As the John Dramani Mahama led administration has uncapped the common fund, undoing the capping done by the previous government led by Nana Akuffo-Addo, Cletus Dapilah Seidu, Member of Parliament for Jirapa has noted that the various Metropolitan, Municipal and District Assemblies (MMDAs) have regained their glorious days where development would be decentralized and not centralized.
According to him MPs and Ghanaians are applauding president Maham for sending funds directly to the assemblies which was a promise given and has been fulfilled.
“In the 2025 budget, we said eighty (80) percent of the funds would be sent to MMDAs for them to do development that the people need.
Unlike those days where procurement of goods and services, and logistics are done in Accra and dump on them; when in fact, they do not need those things and MMDCEs are so happy to the extent that those who served as MMDCEs under the previous administration are not happy with the policy they were implementing when they were in government, he said in an interview with Ghanamps.com.
Again, when you speak to them they tell you the current MMDCEs would have the free hand to work because the Assemblies would be very active again. “I tell you the last eight years the Assemblies were almost dead; senior officers management and planning officers, directors, engineers – they did not feel like going to work because they had nothing to go and do because nothing was happening”.
But now they have released the first common fund to them, they are active and working, they are undergoing procurement to undertake contracts and all that, so every office is busy working; formerly nothing. They formerly go there to read papers, close and go home and there were days they did not go at all because there is nothing to do at the assemblies, he added.
He affirmed that the manner in which the previous administration denied the Assemblies of funds was one of their cardinal mistakes under the former Finance Minister Ken Ofori Atta, something they should not have done because development cannot be centralised to achieve the needed impact.
The decentralization concept was to send development to the people and if you centralise it, how were the Assemblies going to develop? They were paying lips service to development for the people and it reflected in the polls.
He contended that in some of the assemblies, it was difficult to see any fully complete CHPS compound, three-unit classroom block because sent to them were used for administrative purposes.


Action item. Transcription task. Write out each entry verbatim and exclude any image.

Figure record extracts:

● ● ● ●

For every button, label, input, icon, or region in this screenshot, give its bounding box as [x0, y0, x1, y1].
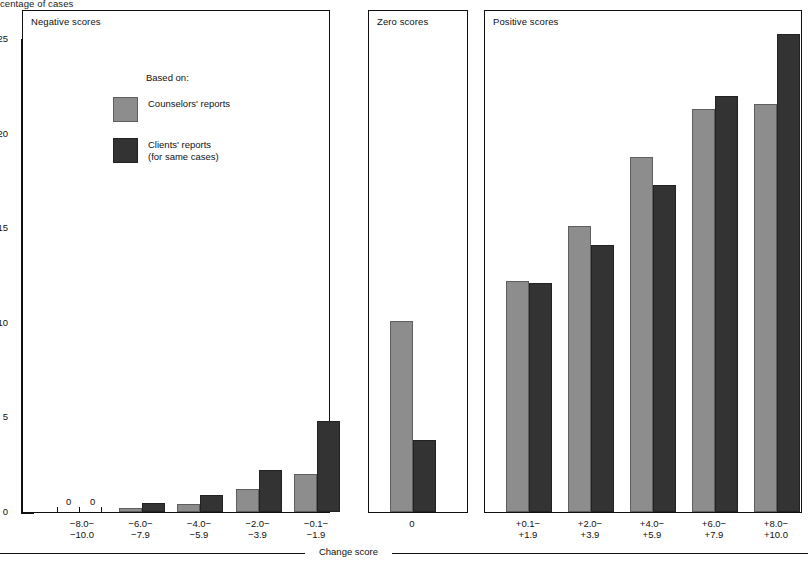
x-tick-label-line: −0.1− [282, 518, 350, 529]
bar-client-positive-3 [715, 96, 738, 512]
bar-group [59, 9, 107, 512]
bar-counselor-positive-2 [630, 157, 653, 513]
bar-group [389, 9, 437, 512]
x-tick-label-positive-0: +0.1−+1.9 [494, 518, 562, 540]
bar-client-positive-1 [591, 245, 614, 512]
bar-client-negative-3 [259, 470, 282, 512]
x-tick-label-line: +3.9 [556, 529, 624, 540]
bar-counselor-positive-0 [506, 281, 529, 512]
x-tick-label-line: +2.0− [556, 518, 624, 529]
bar-counselor-positive-3 [692, 109, 715, 512]
chart-root: centage of cases 0510152025 Negative sco… [0, 0, 808, 565]
x-tick-label-zero-0: 0 [378, 518, 446, 529]
bar-client-negative-4 [317, 421, 340, 512]
x-tick-label-line: −1.9 [282, 529, 350, 540]
bar-counselor-negative-1 [119, 508, 142, 512]
legend-item-counselors: Counselors' reports [113, 97, 230, 122]
legend-label-sub: (for same cases) [148, 151, 219, 163]
bar-client-positive-4 [777, 34, 800, 512]
plot-area-positive [485, 11, 801, 512]
y-tick-10: 10 [0, 324, 22, 325]
bar-group [567, 9, 615, 512]
legend-label-counselors: Counselors' reports [148, 97, 230, 110]
y-tick-label: 0 [3, 506, 8, 517]
zero-value-annotation: 0 [66, 496, 71, 507]
x-tick-label-line: +5.9 [618, 529, 686, 540]
y-tick-line [22, 513, 34, 514]
legend-label-line: Clients' reports [148, 139, 219, 151]
bar-counselor-positive-1 [568, 226, 591, 512]
bar-client-positive-0 [529, 283, 552, 512]
y-tick-0: 0 [0, 513, 22, 514]
bar-counselor-negative-4 [294, 474, 317, 512]
y-tick-label: 20 [0, 128, 8, 139]
x-tick-label-line: +0.1− [494, 518, 562, 529]
x-tick-label-line: +10.0 [742, 529, 808, 540]
x-axis-caption: Change score [0, 546, 808, 560]
caption-rule-left [0, 553, 305, 554]
panel-zero-scores: Zero scores [368, 10, 468, 513]
bar-client-negative-1 [142, 503, 165, 512]
bar-counselor-negative-3 [236, 489, 259, 512]
x-axis-caption-text: Change score [305, 546, 392, 557]
plot-area-zero [369, 11, 467, 512]
x-tick-label-line: 0 [378, 518, 446, 529]
legend: Based on:Counselors' reportsClients' rep… [113, 72, 230, 179]
x-tick-mark [57, 507, 58, 513]
x-tick-label-line: +1.9 [494, 529, 562, 540]
bar-group [753, 9, 801, 512]
bar-group [629, 9, 677, 512]
x-tick-label-negative-4: −0.1−−1.9 [282, 518, 350, 540]
y-tick-20: 20 [0, 135, 22, 136]
legend-label-clients: Clients' reports(for same cases) [148, 138, 219, 163]
x-tick-label-line: +4.0− [618, 518, 686, 529]
legend-swatch-clients [113, 138, 138, 163]
y-tick-label: 10 [0, 317, 8, 328]
x-tick-mark [101, 507, 102, 513]
legend-swatch-counselors [113, 97, 138, 122]
bar-counselor-zero-0 [390, 321, 413, 512]
bar-client-negative-2 [200, 495, 223, 512]
legend-intro: Based on: [146, 72, 230, 83]
x-tick-label-positive-2: +4.0−+5.9 [618, 518, 686, 540]
bar-counselor-negative-2 [177, 504, 200, 512]
bar-client-zero-0 [413, 440, 436, 512]
legend-label-line: Counselors' reports [148, 98, 230, 110]
y-tick-label: 15 [0, 222, 8, 233]
x-tick-mark [79, 507, 80, 513]
bar-counselor-positive-4 [754, 104, 777, 512]
legend-item-clients: Clients' reports(for same cases) [113, 138, 230, 163]
bar-group [505, 9, 553, 512]
bar-group [293, 9, 341, 512]
x-tick-label-line: +7.9 [680, 529, 748, 540]
bar-group [235, 9, 283, 512]
x-tick-label-positive-3: +6.0−+7.9 [680, 518, 748, 540]
y-axis: 0510152025 [0, 0, 22, 565]
x-tick-label-positive-1: +2.0−+3.9 [556, 518, 624, 540]
y-tick-label: 5 [3, 411, 8, 422]
zero-value-annotation: 0 [90, 496, 95, 507]
bar-client-positive-2 [653, 185, 676, 512]
y-tick-label: 25 [0, 33, 8, 44]
x-tick-label-line: +8.0− [742, 518, 808, 529]
panel-positive-scores: Positive scores [484, 10, 802, 513]
bar-group [691, 9, 739, 512]
caption-rule-right [392, 553, 808, 554]
y-tick-5: 5 [0, 418, 22, 419]
x-tick-label-positive-4: +8.0−+10.0 [742, 518, 808, 540]
y-tick-25: 25 [0, 40, 22, 41]
y-tick-15: 15 [0, 229, 22, 230]
x-tick-label-line: +6.0− [680, 518, 748, 529]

● ● ● ●

Output for this exercise.
For every button, label, input, icon, or region in this screenshot, give its bounding box as [x0, y0, x1, y1].
x-tick-label-line: −0.1− [282, 518, 350, 529]
bar-client-positive-3 [715, 96, 738, 512]
bar-group [59, 9, 107, 512]
bar-counselor-positive-2 [630, 157, 653, 513]
bar-group [389, 9, 437, 512]
x-tick-label-positive-0: +0.1−+1.9 [494, 518, 562, 540]
bar-client-positive-1 [591, 245, 614, 512]
bar-client-negative-3 [259, 470, 282, 512]
x-tick-label-line: +3.9 [556, 529, 624, 540]
bar-counselor-positive-0 [506, 281, 529, 512]
x-tick-label-line: +2.0− [556, 518, 624, 529]
bar-counselor-positive-3 [692, 109, 715, 512]
chart-root: centage of cases 0510152025 Negative sco… [0, 0, 808, 565]
x-tick-label-zero-0: 0 [378, 518, 446, 529]
bar-client-negative-4 [317, 421, 340, 512]
x-tick-label-line: −1.9 [282, 529, 350, 540]
bar-counselor-negative-1 [119, 508, 142, 512]
legend-item-counselors: Counselors' reports [113, 97, 230, 122]
legend-label-sub: (for same cases) [148, 151, 219, 163]
bar-client-positive-4 [777, 34, 800, 512]
plot-area-positive [485, 11, 801, 512]
y-tick-10: 10 [0, 324, 22, 325]
bar-group [567, 9, 615, 512]
legend-label-counselors: Counselors' reports [148, 97, 230, 110]
y-tick-label: 0 [3, 506, 8, 517]
zero-value-annotation: 0 [66, 496, 71, 507]
x-tick-label-line: +5.9 [618, 529, 686, 540]
y-tick-line [22, 513, 34, 514]
legend-label-line: Clients' reports [148, 139, 219, 151]
bar-counselor-positive-1 [568, 226, 591, 512]
bar-client-positive-0 [529, 283, 552, 512]
y-tick-0: 0 [0, 513, 22, 514]
bar-counselor-negative-4 [294, 474, 317, 512]
y-tick-label: 20 [0, 128, 8, 139]
x-tick-label-line: +0.1− [494, 518, 562, 529]
x-tick-label-line: +10.0 [742, 529, 808, 540]
x-axis-caption: Change score [0, 546, 808, 560]
caption-rule-left [0, 553, 305, 554]
panel-zero-scores: Zero scores [368, 10, 468, 513]
bar-client-negative-1 [142, 503, 165, 512]
bar-counselor-negative-3 [236, 489, 259, 512]
x-axis-caption-text: Change score [305, 546, 392, 557]
plot-area-zero [369, 11, 467, 512]
x-tick-label-line: 0 [378, 518, 446, 529]
legend: Based on:Counselors' reportsClients' rep… [113, 72, 230, 179]
x-tick-mark [57, 507, 58, 513]
x-tick-label-line: +1.9 [494, 529, 562, 540]
bar-group [753, 9, 801, 512]
bar-group [629, 9, 677, 512]
x-tick-label-negative-4: −0.1−−1.9 [282, 518, 350, 540]
y-tick-20: 20 [0, 135, 22, 136]
legend-label-clients: Clients' reports(for same cases) [148, 138, 219, 163]
x-tick-label-line: +4.0− [618, 518, 686, 529]
legend-swatch-clients [113, 138, 138, 163]
y-tick-label: 10 [0, 317, 8, 328]
x-tick-mark [101, 507, 102, 513]
legend-swatch-counselors [113, 97, 138, 122]
bar-counselor-zero-0 [390, 321, 413, 512]
bar-client-negative-2 [200, 495, 223, 512]
legend-intro: Based on: [146, 72, 230, 83]
x-tick-label-positive-2: +4.0−+5.9 [618, 518, 686, 540]
bar-counselor-negative-2 [177, 504, 200, 512]
bar-client-zero-0 [413, 440, 436, 512]
legend-label-line: Counselors' reports [148, 98, 230, 110]
y-tick-label: 15 [0, 222, 8, 233]
x-tick-mark [79, 507, 80, 513]
bar-counselor-positive-4 [754, 104, 777, 512]
legend-item-clients: Clients' reports(for same cases) [113, 138, 230, 163]
bar-group [505, 9, 553, 512]
bar-group [293, 9, 341, 512]
x-tick-label-line: +7.9 [680, 529, 748, 540]
bar-group [235, 9, 283, 512]
x-tick-label-positive-3: +6.0−+7.9 [680, 518, 748, 540]
y-axis: 0510152025 [0, 0, 22, 565]
x-tick-label-positive-1: +2.0−+3.9 [556, 518, 624, 540]
y-tick-label: 5 [3, 411, 8, 422]
zero-value-annotation: 0 [90, 496, 95, 507]
bar-client-positive-2 [653, 185, 676, 512]
y-tick-label: 25 [0, 33, 8, 44]
x-tick-label-line: +8.0− [742, 518, 808, 529]
panel-positive-scores: Positive scores [484, 10, 802, 513]
bar-group [691, 9, 739, 512]
caption-rule-right [392, 553, 808, 554]
y-tick-5: 5 [0, 418, 22, 419]
x-tick-label-positive-4: +8.0−+10.0 [742, 518, 808, 540]
y-tick-25: 25 [0, 40, 22, 41]
y-tick-15: 15 [0, 229, 22, 230]
x-tick-label-line: +6.0− [680, 518, 748, 529]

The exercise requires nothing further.